Reverend Fred Shuttlesworth passed away this Wednesday at the age of 89. Don’t know who Fred Shuttlesworth was? Maybe you, like many who were too young to experience or remember it themselves, know only a smattering of names from the modern Civil Rights movement of the 1950s and 1960s, and his isn’t quite as well known as others. The list of people as central to the movement as Shuttlesworth is very short.
Born in 1922 in rural Alabama, Shuttlesworth was raised by his mother and stepfather, a farmer. After working as a truck driver during World War II, he believed that he had been called to be a minister and studied first at Cedar Grove Bible College and then at Selma University before graduating from Alabama State College in 1952. He became the pastor of Selma’s First Baptist Church but quickly moved to Birmingham’s Bethel Baptist Church, and it would be in Birmingham that Shuttlesworth rose to prominence. In Birmingham, he participated in the NAACP’s voter registration activities and then founded the Alabama Christian Movement for Human Rights when the state effectively banned the NAACP’s activities. He and other leaders such as Martin Luther King, Jr., and Ralph Abernathy founded the Southern Christian Leadership Council. Although Shuttlesworth concentrated many of his efforts in Birmingham, he also supported civil rights activities like the Montgomery Bus Boycott. He pressured other civil rights leaders to act in what would become the pivotal demonstrations of the mid-1960s that propelled forward the Civil Rights Act (1964) and Voting Rights Act (1965). Shuttlesworth’s activities drew the ire of Birmingham’s Commissioner of Public Safety Eugene “Bull” Connor, who campaigned on a platform of enforcing segregation. Shuttlesworth experienced bombings at his home and church as well as beatings and intimidation.
Even though Shuttlesworth eventually left Birmingham to assume the pastorship of a Baptist church in Cincinnati, he never lost touch with his roots. He returned frequently to the south to participate in civil rights actions even as he worked for justice and equality in his new Ohio home.
I visited the Birmingham Civil Rights Institute and Museum, which Shuttlesworth helped to create, and photographed this statue of him.
I had the honor of meeting Rev. Shuttlesworth about 10 years ago, just for a few moments. My graduate advisor had invited him to speak to her class on the history of race relations in the U.S., and she motioned me into the room to meet him. He was, at the time, about 79 or 80, and he was not a physically large man, but he was fiery and passionate. Of course, one of the things he wanted me to understand was that the activists were not gods but imperfect men and women who felt compelled to act by their belief in justice and equality informed by their religious convictions. Shuttlesworth knew that not everyone in the civil rights movement agreed with him or even liked him (and vice versa), but they still managed to work together to change the world in which they lived. He made a distinct impression on me in those few moments, and I recognized even then what a rare privilege it was to meet with someone who played such a pivotal role in shaping our society.
Of course, there’s no cemetery photo to post today but the Birmingham Civil Rights Institute has already announced that his gravesite will be integrated into their Civil Rights tour.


What you should do:
Return, from the material below, each line in which the word "Time" is present.

Material for the task:
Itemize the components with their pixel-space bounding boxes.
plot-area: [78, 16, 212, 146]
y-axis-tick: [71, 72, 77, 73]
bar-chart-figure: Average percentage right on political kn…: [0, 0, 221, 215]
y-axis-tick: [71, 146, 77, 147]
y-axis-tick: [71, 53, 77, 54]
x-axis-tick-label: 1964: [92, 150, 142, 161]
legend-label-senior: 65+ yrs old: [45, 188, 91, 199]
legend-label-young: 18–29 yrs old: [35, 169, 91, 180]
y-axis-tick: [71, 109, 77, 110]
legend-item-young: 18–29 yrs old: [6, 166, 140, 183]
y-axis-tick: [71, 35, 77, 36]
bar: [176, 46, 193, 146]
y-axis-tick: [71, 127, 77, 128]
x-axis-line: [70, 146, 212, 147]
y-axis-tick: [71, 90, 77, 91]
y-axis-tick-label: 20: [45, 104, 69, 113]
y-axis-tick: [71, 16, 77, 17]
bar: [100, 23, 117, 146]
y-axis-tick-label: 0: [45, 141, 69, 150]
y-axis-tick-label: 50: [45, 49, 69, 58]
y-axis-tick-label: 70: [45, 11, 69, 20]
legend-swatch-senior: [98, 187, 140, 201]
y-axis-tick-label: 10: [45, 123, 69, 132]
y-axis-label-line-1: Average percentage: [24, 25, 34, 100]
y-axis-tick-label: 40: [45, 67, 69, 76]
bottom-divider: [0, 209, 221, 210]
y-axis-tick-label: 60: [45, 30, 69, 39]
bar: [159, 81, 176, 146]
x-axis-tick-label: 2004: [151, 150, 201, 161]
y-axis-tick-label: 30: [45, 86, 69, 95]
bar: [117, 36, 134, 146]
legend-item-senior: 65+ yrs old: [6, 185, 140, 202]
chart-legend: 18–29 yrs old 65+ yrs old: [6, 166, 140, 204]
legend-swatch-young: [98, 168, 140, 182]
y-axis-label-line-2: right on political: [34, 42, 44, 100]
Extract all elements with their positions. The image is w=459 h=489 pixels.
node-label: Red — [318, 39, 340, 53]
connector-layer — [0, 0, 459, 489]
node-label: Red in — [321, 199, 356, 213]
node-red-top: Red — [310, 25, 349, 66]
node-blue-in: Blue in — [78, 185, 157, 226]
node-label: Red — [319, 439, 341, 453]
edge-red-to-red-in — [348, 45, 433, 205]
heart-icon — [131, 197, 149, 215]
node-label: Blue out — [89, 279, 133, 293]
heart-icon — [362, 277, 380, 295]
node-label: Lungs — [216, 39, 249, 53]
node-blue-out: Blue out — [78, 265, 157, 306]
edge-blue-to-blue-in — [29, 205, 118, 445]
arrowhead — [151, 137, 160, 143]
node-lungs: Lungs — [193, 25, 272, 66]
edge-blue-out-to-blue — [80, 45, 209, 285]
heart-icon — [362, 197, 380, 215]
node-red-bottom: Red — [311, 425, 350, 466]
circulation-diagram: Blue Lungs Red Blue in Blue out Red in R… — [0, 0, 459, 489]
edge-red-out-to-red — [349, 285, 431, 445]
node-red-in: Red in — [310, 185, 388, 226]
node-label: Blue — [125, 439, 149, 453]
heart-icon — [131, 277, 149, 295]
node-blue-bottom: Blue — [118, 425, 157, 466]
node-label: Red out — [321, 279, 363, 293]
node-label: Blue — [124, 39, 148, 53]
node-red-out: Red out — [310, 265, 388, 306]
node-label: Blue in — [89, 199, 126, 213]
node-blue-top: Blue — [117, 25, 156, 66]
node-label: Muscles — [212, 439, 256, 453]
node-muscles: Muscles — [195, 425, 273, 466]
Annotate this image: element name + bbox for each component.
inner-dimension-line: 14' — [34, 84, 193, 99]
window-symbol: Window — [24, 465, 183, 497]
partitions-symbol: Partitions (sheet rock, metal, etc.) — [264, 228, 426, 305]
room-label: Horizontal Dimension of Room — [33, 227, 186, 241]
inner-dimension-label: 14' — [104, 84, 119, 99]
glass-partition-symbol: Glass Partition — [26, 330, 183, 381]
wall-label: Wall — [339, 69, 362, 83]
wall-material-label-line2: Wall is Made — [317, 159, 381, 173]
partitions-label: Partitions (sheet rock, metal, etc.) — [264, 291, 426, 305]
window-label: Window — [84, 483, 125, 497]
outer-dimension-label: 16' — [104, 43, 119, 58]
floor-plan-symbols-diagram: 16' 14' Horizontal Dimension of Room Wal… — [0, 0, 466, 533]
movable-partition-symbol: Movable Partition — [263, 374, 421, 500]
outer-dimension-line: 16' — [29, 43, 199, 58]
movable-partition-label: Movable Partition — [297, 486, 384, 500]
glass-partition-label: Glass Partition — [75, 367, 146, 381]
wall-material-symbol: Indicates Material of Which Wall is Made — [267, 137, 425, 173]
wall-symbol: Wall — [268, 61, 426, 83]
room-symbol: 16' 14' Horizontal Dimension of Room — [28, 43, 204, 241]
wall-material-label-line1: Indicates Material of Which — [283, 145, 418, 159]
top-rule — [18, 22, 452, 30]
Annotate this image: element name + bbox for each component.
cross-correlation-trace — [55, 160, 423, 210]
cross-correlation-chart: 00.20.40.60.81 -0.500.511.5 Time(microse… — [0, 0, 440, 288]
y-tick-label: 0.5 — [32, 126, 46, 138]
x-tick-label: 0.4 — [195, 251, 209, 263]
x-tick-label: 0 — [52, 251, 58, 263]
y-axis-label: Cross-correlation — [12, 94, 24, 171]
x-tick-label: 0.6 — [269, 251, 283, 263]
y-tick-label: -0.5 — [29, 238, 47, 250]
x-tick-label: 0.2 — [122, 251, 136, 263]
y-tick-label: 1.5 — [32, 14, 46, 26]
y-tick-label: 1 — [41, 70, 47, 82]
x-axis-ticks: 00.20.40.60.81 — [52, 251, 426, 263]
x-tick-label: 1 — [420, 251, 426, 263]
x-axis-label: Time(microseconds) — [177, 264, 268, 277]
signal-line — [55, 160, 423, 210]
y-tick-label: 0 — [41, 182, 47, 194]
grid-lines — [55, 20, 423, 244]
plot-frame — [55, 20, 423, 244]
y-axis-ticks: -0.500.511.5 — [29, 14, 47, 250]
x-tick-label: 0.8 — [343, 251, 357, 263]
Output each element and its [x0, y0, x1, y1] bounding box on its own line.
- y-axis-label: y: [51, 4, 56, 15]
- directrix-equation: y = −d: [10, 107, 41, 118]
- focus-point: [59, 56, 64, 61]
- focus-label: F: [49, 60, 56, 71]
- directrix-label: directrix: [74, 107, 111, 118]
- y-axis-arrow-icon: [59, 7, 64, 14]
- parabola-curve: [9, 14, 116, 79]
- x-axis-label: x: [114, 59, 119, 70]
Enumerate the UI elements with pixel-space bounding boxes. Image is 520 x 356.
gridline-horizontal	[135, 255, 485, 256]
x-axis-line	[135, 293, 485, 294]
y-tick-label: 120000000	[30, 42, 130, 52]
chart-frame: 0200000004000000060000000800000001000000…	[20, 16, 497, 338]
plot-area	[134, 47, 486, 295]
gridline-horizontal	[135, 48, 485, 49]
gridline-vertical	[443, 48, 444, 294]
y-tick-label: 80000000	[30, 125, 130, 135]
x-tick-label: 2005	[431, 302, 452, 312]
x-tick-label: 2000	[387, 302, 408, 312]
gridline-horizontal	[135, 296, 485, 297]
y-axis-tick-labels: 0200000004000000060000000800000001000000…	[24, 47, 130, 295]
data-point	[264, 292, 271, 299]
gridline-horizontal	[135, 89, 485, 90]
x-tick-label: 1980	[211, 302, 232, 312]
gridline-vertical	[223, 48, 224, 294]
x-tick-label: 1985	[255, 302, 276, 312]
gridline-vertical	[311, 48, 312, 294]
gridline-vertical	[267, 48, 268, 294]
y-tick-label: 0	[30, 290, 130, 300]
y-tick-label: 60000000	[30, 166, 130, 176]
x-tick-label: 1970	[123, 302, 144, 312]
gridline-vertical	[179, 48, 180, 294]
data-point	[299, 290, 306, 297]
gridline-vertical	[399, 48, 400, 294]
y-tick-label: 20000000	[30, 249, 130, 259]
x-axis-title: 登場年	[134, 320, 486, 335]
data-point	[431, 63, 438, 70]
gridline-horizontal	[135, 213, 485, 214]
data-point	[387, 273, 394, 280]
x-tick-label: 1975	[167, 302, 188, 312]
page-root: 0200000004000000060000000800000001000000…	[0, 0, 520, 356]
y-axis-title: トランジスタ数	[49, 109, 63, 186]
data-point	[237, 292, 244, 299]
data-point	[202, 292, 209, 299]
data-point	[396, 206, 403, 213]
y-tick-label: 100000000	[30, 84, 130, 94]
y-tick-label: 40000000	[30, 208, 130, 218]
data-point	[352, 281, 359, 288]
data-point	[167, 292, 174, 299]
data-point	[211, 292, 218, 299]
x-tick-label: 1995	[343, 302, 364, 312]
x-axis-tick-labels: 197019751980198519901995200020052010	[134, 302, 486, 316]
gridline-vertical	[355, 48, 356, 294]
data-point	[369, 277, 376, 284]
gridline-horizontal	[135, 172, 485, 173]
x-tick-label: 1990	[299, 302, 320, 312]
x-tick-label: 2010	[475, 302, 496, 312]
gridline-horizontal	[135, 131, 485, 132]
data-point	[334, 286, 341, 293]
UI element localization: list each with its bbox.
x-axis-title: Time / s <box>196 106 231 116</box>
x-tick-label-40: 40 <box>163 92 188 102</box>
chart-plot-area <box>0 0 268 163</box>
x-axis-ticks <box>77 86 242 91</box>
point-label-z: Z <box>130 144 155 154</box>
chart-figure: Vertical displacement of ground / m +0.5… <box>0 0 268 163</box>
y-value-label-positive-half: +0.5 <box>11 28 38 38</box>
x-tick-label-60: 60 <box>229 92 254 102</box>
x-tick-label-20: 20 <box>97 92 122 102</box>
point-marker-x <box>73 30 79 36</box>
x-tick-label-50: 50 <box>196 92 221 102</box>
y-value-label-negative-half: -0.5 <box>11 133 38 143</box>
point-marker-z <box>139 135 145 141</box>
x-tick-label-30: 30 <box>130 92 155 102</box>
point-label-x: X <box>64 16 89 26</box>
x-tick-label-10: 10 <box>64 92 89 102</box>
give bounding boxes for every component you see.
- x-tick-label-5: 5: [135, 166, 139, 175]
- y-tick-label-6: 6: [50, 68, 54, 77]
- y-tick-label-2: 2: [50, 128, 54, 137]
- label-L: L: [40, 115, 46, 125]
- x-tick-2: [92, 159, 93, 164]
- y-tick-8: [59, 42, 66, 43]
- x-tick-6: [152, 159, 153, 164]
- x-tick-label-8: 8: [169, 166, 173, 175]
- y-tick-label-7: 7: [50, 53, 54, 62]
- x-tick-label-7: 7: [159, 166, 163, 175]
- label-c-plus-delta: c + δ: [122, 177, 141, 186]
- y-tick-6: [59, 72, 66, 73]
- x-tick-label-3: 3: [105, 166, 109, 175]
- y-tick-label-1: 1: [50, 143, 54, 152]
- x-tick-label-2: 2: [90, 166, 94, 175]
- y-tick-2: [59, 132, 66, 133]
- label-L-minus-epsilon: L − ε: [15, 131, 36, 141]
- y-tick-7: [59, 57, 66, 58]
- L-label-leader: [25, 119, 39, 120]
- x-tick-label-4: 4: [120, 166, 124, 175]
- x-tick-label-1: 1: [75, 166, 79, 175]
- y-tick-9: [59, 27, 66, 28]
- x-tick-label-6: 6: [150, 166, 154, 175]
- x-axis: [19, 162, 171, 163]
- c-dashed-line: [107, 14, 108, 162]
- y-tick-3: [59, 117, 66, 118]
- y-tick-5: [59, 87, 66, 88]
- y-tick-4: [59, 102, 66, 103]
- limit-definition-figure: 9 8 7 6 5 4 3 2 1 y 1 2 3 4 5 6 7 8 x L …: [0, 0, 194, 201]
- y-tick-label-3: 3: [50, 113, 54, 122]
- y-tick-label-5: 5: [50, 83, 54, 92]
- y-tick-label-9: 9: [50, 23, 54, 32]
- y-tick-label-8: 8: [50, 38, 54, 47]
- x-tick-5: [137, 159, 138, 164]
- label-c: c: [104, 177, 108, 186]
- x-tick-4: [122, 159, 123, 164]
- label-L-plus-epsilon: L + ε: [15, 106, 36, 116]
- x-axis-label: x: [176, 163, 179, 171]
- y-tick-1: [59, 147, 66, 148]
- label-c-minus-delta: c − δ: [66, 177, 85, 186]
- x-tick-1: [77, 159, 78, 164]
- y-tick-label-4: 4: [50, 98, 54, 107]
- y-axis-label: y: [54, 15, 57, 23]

Result of the exercise:
cross-correlation-chart: 00.20.40.60.81 -0.500.511.5 Time(microse… — [0, 0, 440, 288]
x-axis-label: Time(microseconds) — [177, 264, 268, 277]
x-axis-title: Time / s <box>196 106 231 116</box>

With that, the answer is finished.